Ibogaine induces juvenile-like plasticity and modulates functional and structural regulators of plasticity in the adult mouse visual cortex

Research Square December 18, 2025 Alejo Acuña, Federico Billeri, Valentino Totaro et al.

A single dose of ibogaine, an atypical psychedelic, reinstated juvenile-like experience-dependent plasticity in the adult mouse visual cortex. Adult mice given ibogaine and then subjected to four days of monocular deprivation showed reduced visual acuity in the deprived eye and decreased dendritic spine density in the binocular visual cortex, effects not seen in vehicle-treated mice. Ibogaine alone did not alter these measures. The plasticity enhancement was accompanied by reductions in perineuronal nets, parvalbumin-positive interneurons, and inhibitory synaptic puncta density, suggesting ibogaine removes structural and inhibitory brakes on plasticity.

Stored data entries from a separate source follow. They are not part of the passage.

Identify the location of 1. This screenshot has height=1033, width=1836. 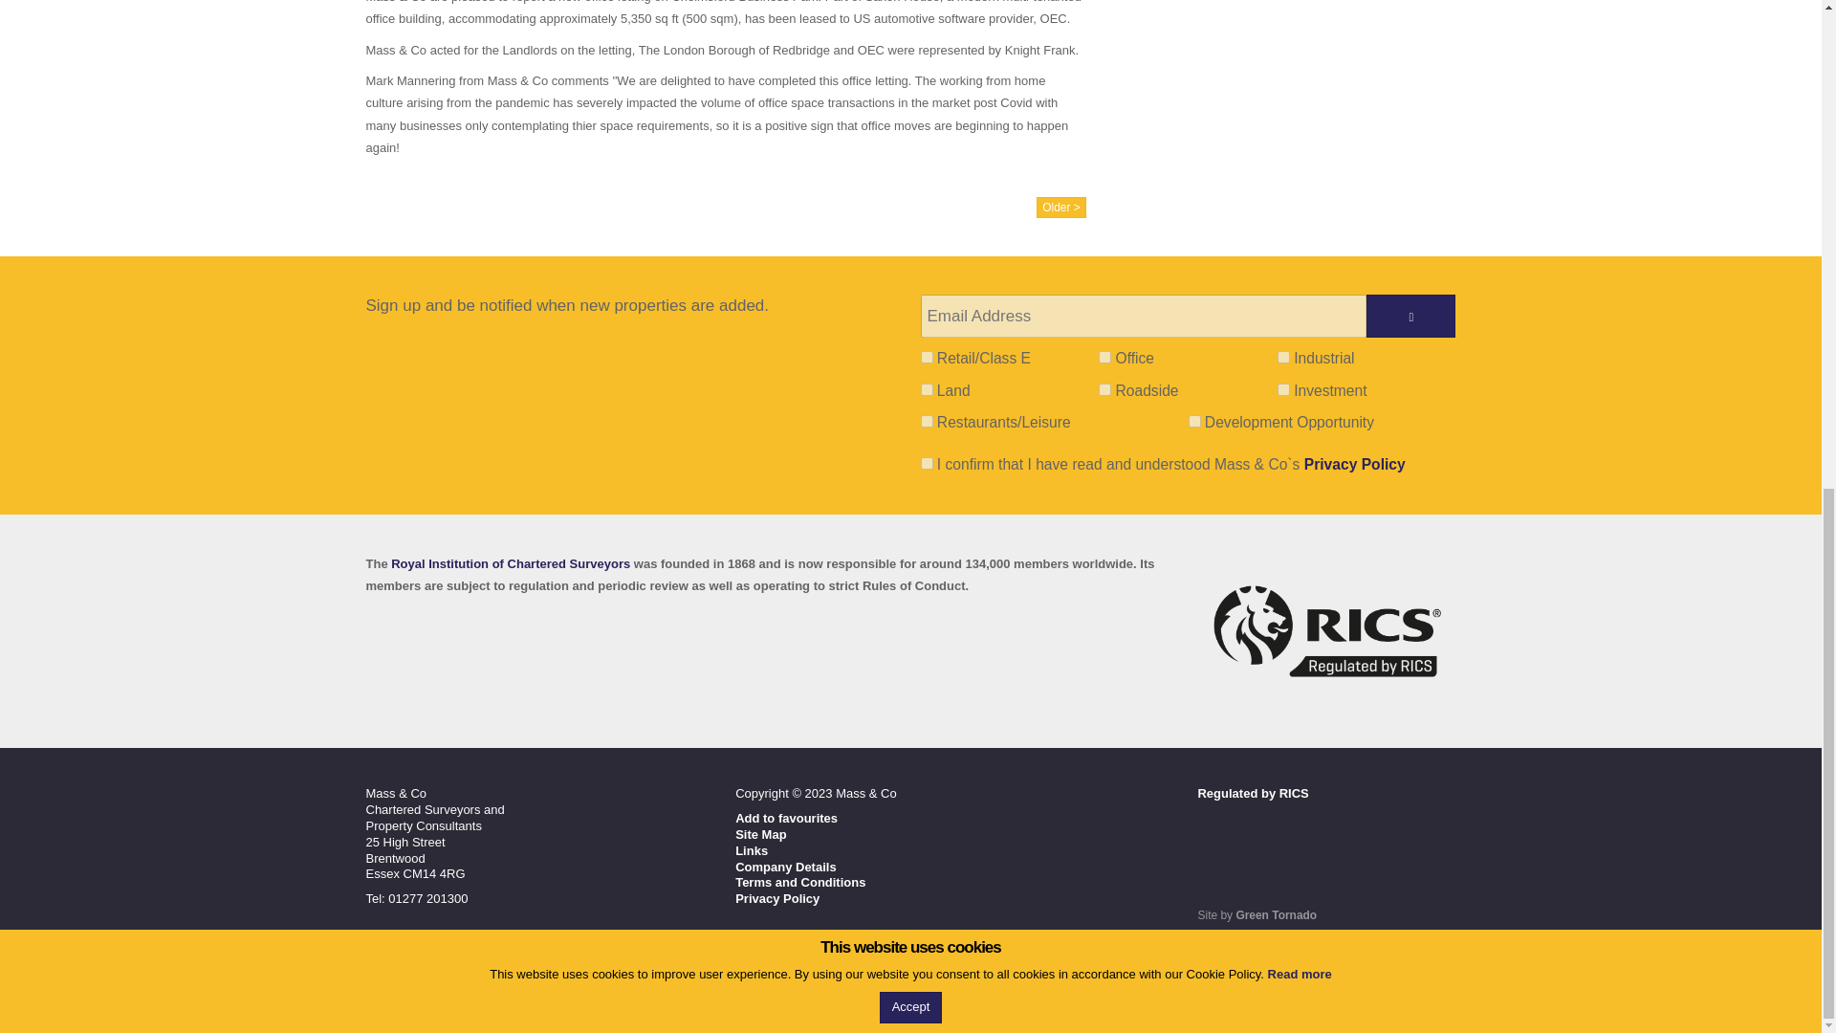
(1283, 388).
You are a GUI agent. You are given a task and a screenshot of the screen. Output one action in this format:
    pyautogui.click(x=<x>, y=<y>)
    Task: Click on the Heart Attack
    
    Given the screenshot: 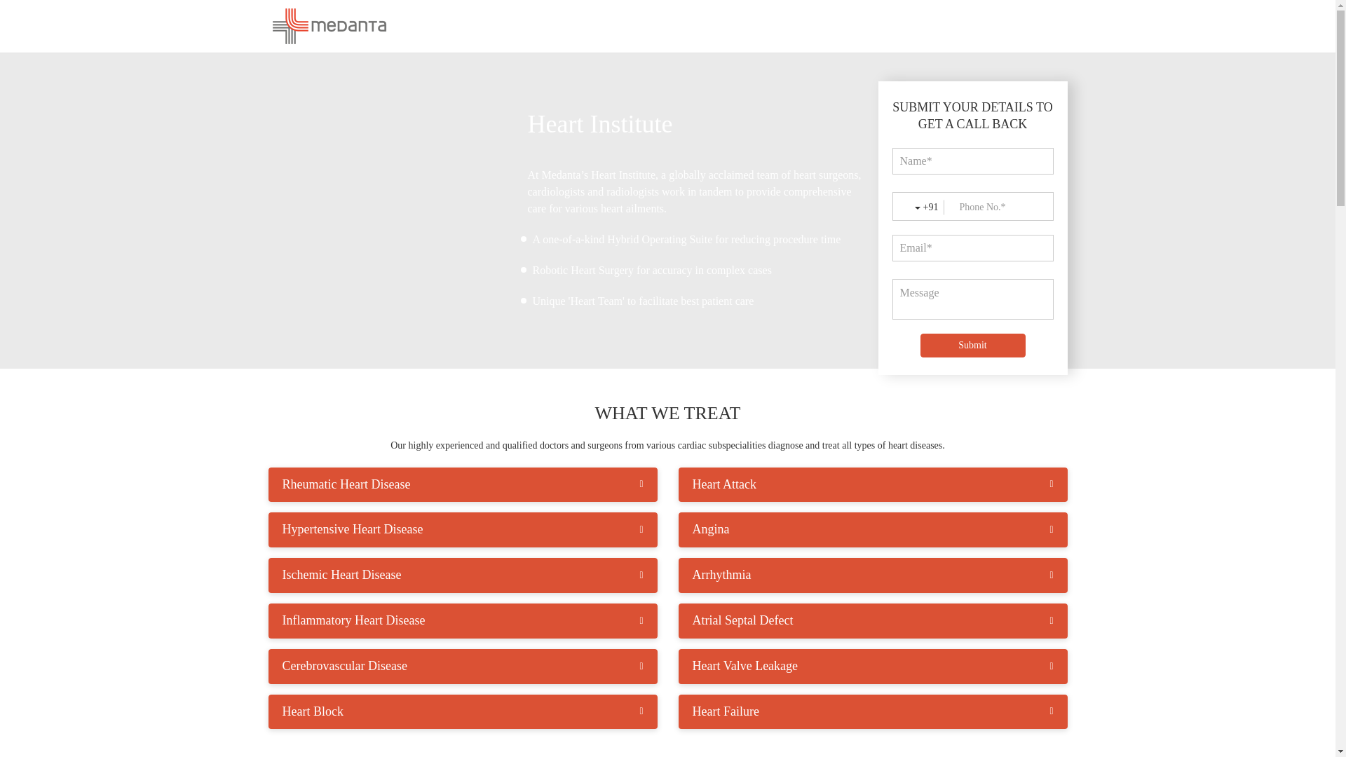 What is the action you would take?
    pyautogui.click(x=874, y=485)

These findings indicate ibogaine's therapeutic actions may stem from reopening windows of heightened cortical adaptability.

Is ibogaine treatment durable? 12-month follow-up of magnesium–ibogaine therapy (MISTIC) in Special Operations Veterans with traumatic brain injuries

Research Square December 17, 2025 Camarin E. Rolle, Nolan Williams, Afik Faerman et al.

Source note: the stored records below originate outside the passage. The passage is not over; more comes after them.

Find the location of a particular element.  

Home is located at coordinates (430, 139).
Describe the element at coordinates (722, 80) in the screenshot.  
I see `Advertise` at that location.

A single dose of magnesium-ibogaine produced large and lasting reductions in disability, posttraumatic stress disorder, depression, and anxiety symptoms over 12 months in male U.S. Special Operations Veterans with a history of traumatic brain injury. Of 30 treated participants, 25 completed the full year of follow-up. Effect sizes at 12 months were very large (Cohen's d ≥ 2.18). The estimated probability of sustained remission at one year was 84% for PTSD, 66% for depression, and 61% for anxiety. These results suggest ibogaine may offer durable clinical benefits for TBI-related psychiatric and functional problems, though randomized controlled trials are needed to confirm the findings.

Limited prognostic value of early maladaptive schemas for acute psychedelic experience and symptom improvement

Research Square December 1, 2025 Albert Buchard, Federico Seragnoli, Michel Sabé et al.

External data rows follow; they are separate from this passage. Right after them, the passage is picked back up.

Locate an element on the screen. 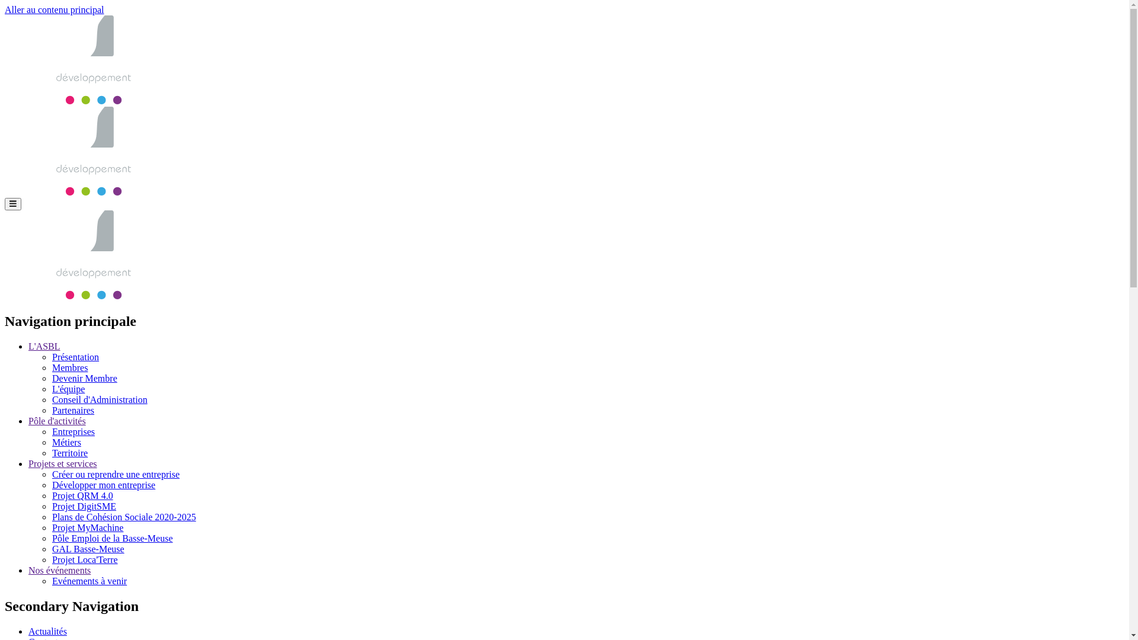 This screenshot has width=1138, height=640. Aller au contenu principal is located at coordinates (55, 9).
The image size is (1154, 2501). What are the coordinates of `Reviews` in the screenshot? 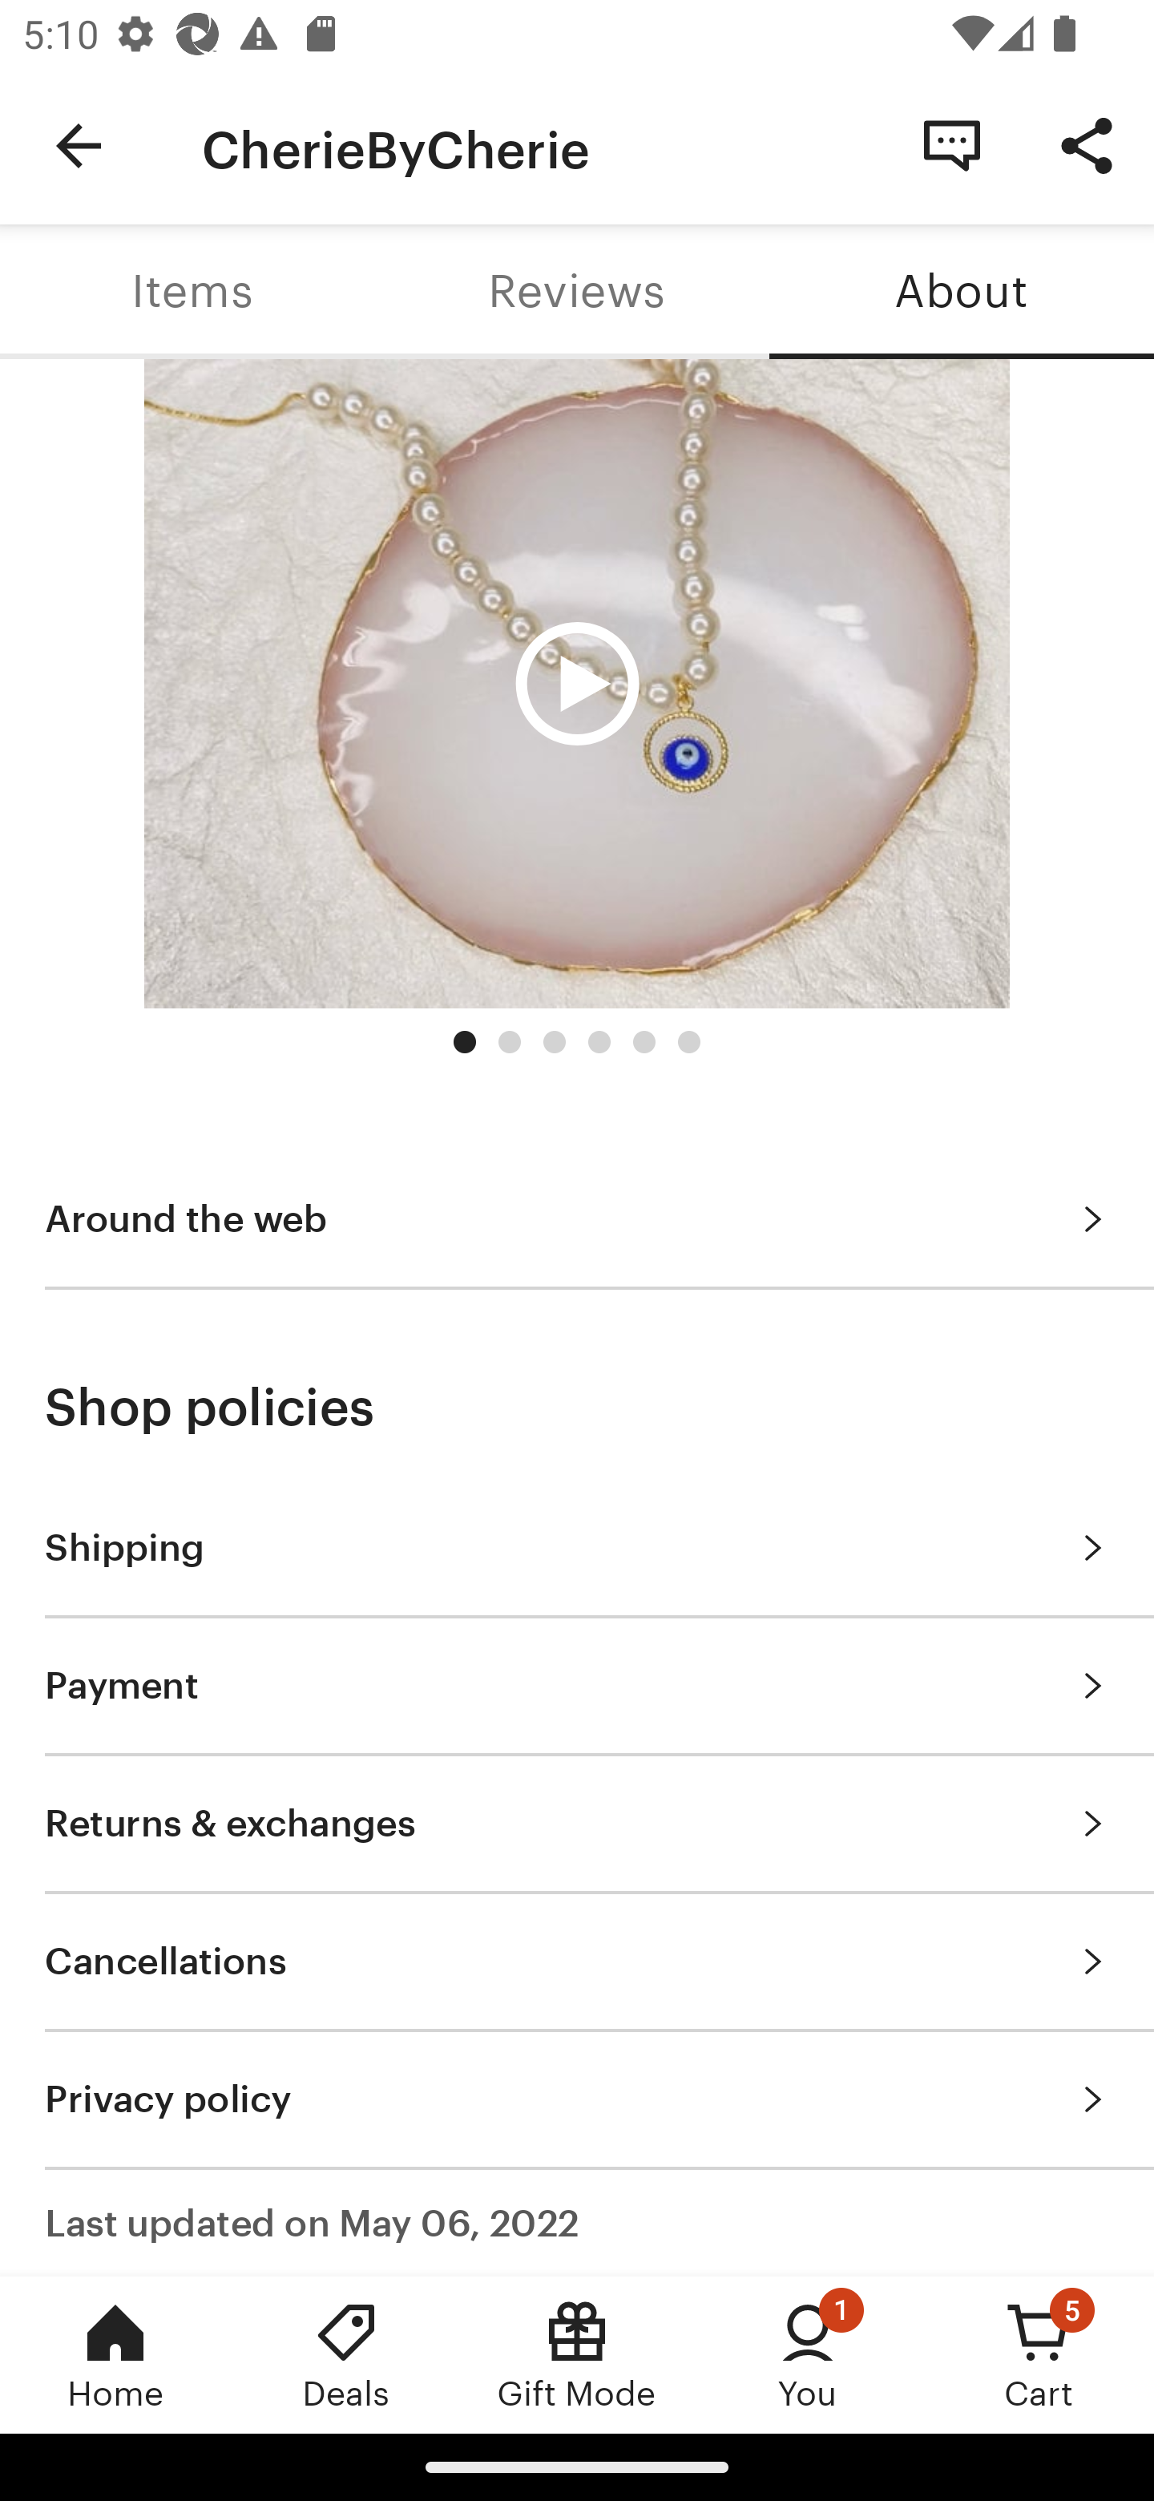 It's located at (577, 292).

Early maladaptive schemas (EMS) are common in people seeking psychedelic-assisted psychotherapy and are strongly linked to baseline depression and anxiety. In 192 adults assessed for EMS and 74 patients followed through psilocybin- or LSD-assisted therapy, baseline schema burden—especially around failure and defectiveness—was tied to cognitive-depressive symptoms. However, schema burden did not predict the quality of the acute psychedelic experience or moderate overall symptom improvement. Patients experienced significant reductions in depression and anxiety with each session, but these changes depended on initial symptom severity, not their schema profile. Treatment effects were similar for psilocybin and LSD. The findings indicate that EMS are useful for identifying cognitive-emotional themes, such as core beliefs about failure, to address during psychotherapeutic integration, rather than for patient selection or outcome prediction.